◆ How to complete this task
Further down are entries; set down exactly and only the lines from the one with "Find the location of a particular element. Image" up to and including the one with "Image resolution: width=564", dropping each picture.

----

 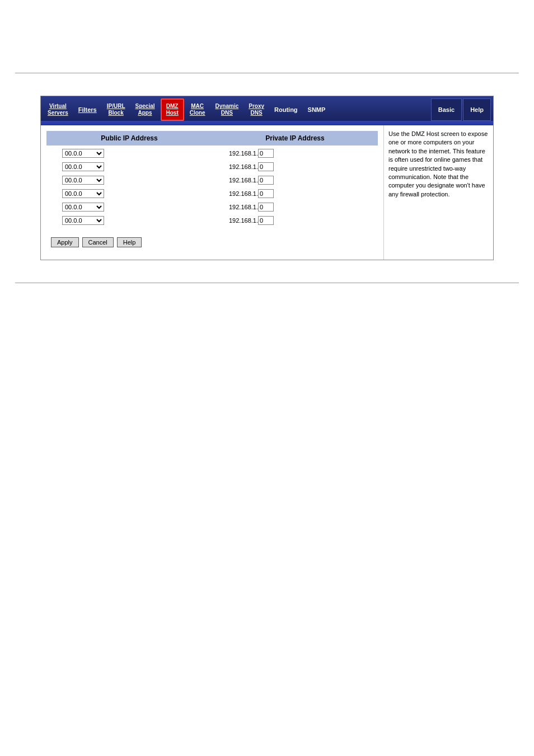 I want to click on public-ip-select-5: 00.0.0, so click(x=83, y=207).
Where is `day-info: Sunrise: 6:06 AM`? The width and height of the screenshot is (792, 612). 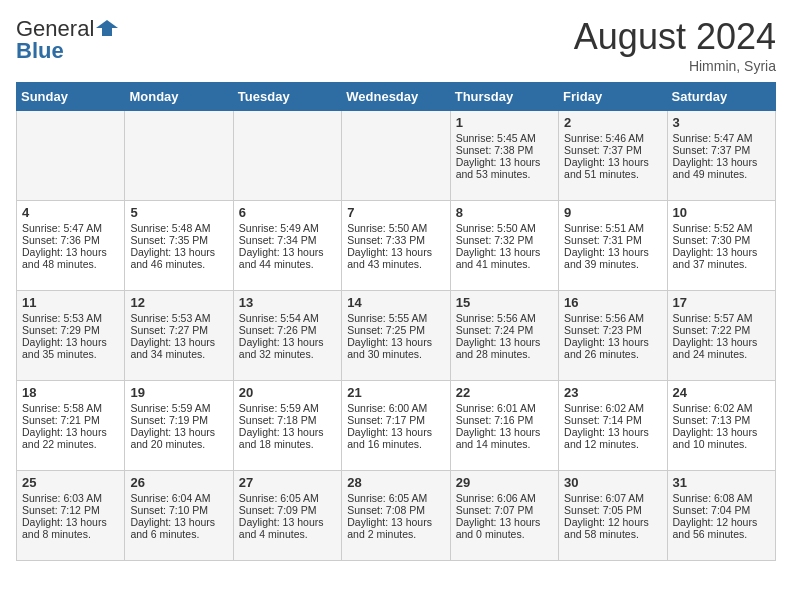 day-info: Sunrise: 6:06 AM is located at coordinates (504, 498).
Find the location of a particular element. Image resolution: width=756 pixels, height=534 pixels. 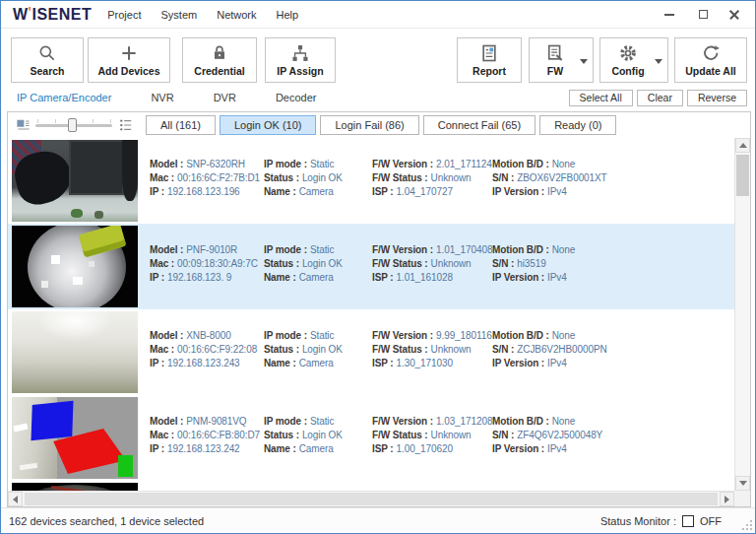

ip-assign-button: IP Assign is located at coordinates (300, 60).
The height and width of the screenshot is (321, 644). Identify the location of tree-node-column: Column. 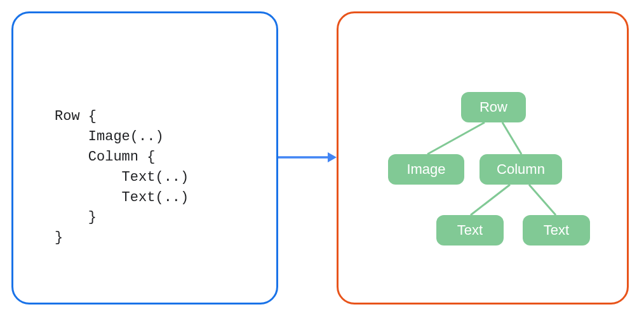
(521, 169).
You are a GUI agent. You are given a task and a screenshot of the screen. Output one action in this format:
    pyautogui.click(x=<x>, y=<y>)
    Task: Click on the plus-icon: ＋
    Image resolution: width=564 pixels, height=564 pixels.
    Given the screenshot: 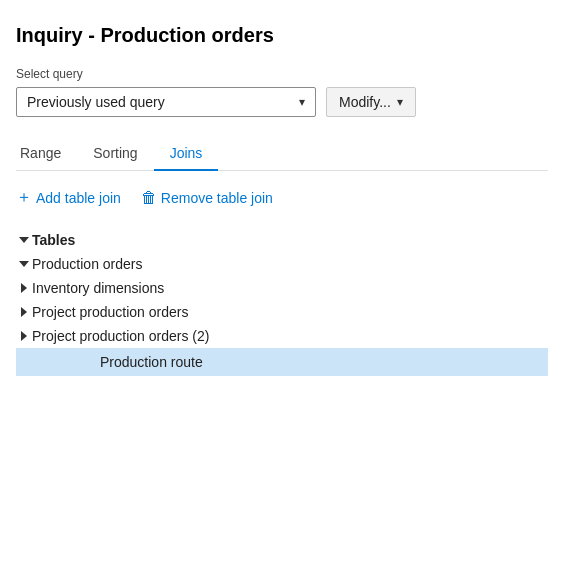 What is the action you would take?
    pyautogui.click(x=24, y=198)
    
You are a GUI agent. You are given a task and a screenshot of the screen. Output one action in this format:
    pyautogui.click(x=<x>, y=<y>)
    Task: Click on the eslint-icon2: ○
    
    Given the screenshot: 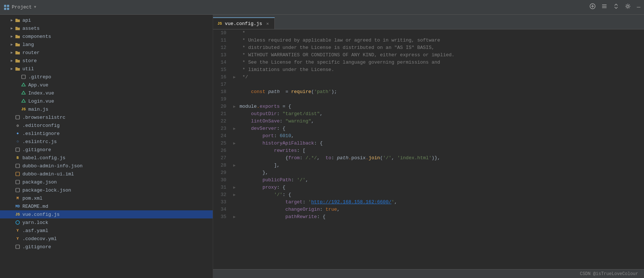 What is the action you would take?
    pyautogui.click(x=18, y=142)
    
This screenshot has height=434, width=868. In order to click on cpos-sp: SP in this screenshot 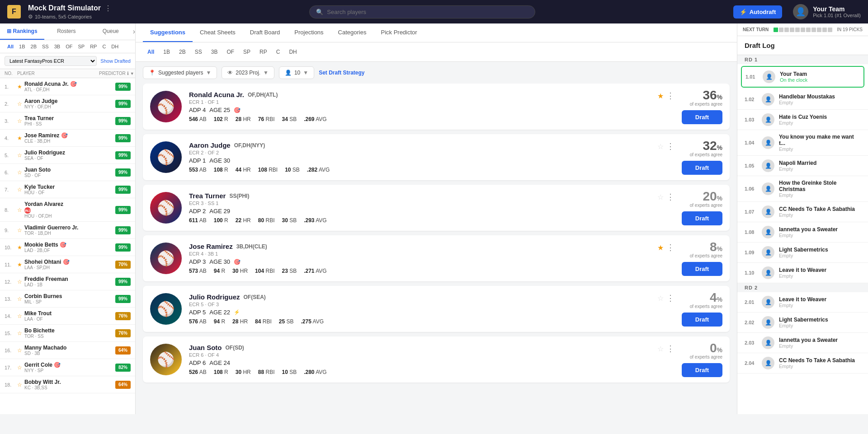, I will do `click(247, 52)`.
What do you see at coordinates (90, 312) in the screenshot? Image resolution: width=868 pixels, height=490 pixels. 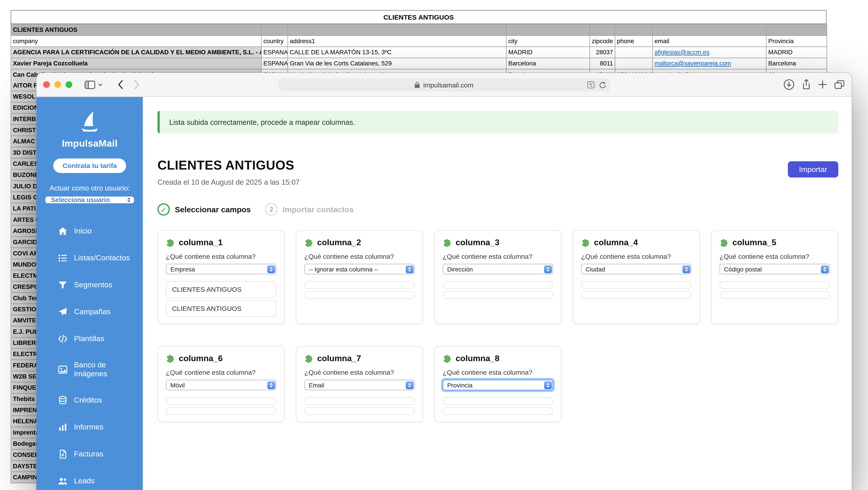 I see `sidebar-item-campa-as: Campañas` at bounding box center [90, 312].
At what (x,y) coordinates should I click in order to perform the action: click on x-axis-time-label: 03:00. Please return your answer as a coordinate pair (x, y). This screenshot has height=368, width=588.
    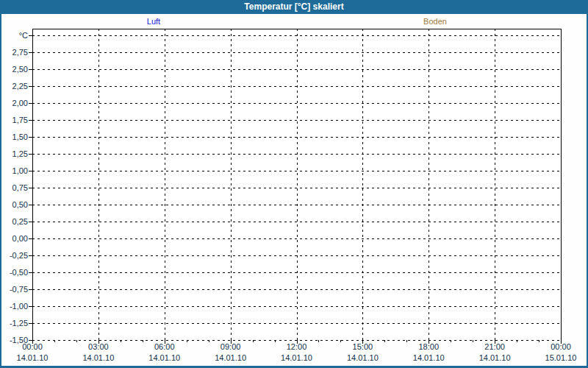
    Looking at the image, I should click on (98, 347).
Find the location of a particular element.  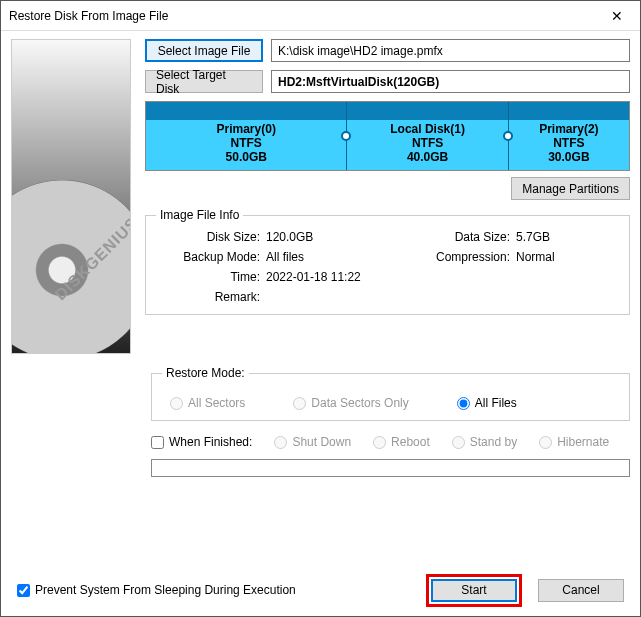

select-image-button: Select Image File is located at coordinates (204, 50).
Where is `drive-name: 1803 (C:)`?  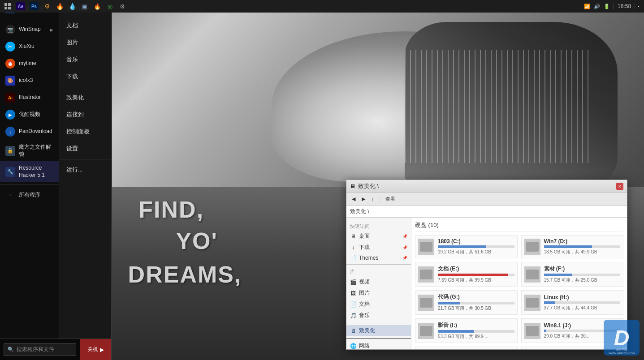 drive-name: 1803 (C:) is located at coordinates (476, 241).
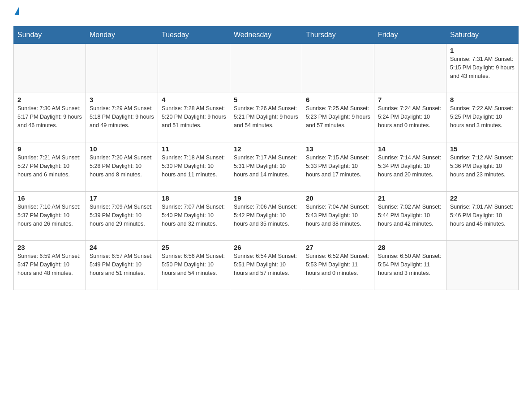 The height and width of the screenshot is (411, 532). What do you see at coordinates (266, 265) in the screenshot?
I see `week-row: 23Sunrise: 6:59 AM Sunset: 5:47 PM Dayli…` at bounding box center [266, 265].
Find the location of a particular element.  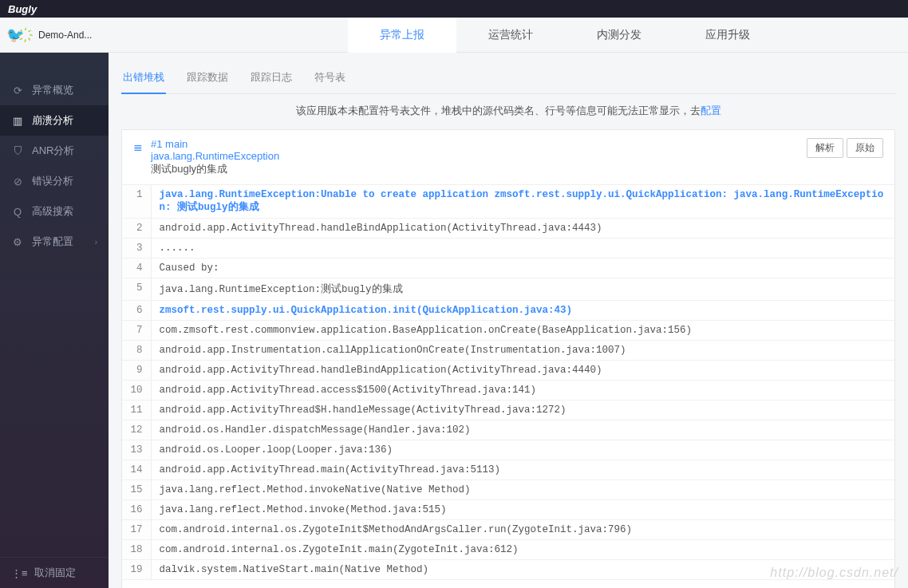

stack-row: 16java.lang.reflect.Method.invoke(Method… is located at coordinates (508, 511).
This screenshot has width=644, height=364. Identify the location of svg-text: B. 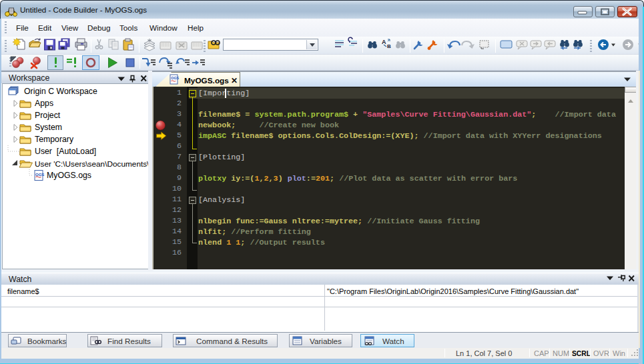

----

◆ Reply to the exercise
Find the location of a particular element. Image resolution: width=756 pixels, height=534 pixels. 

ip-assign-button: IP Assign is located at coordinates (300, 60).
The height and width of the screenshot is (321, 644). Identify the location of tree-node-column: Column. 
(521, 169).
You are a GUI agent. You are given a task and a screenshot of the screen. Output one action in this format:
    pyautogui.click(x=<x>, y=<y>)
    Task: Click on the plus-icon: ＋
    Image resolution: width=564 pixels, height=564 pixels.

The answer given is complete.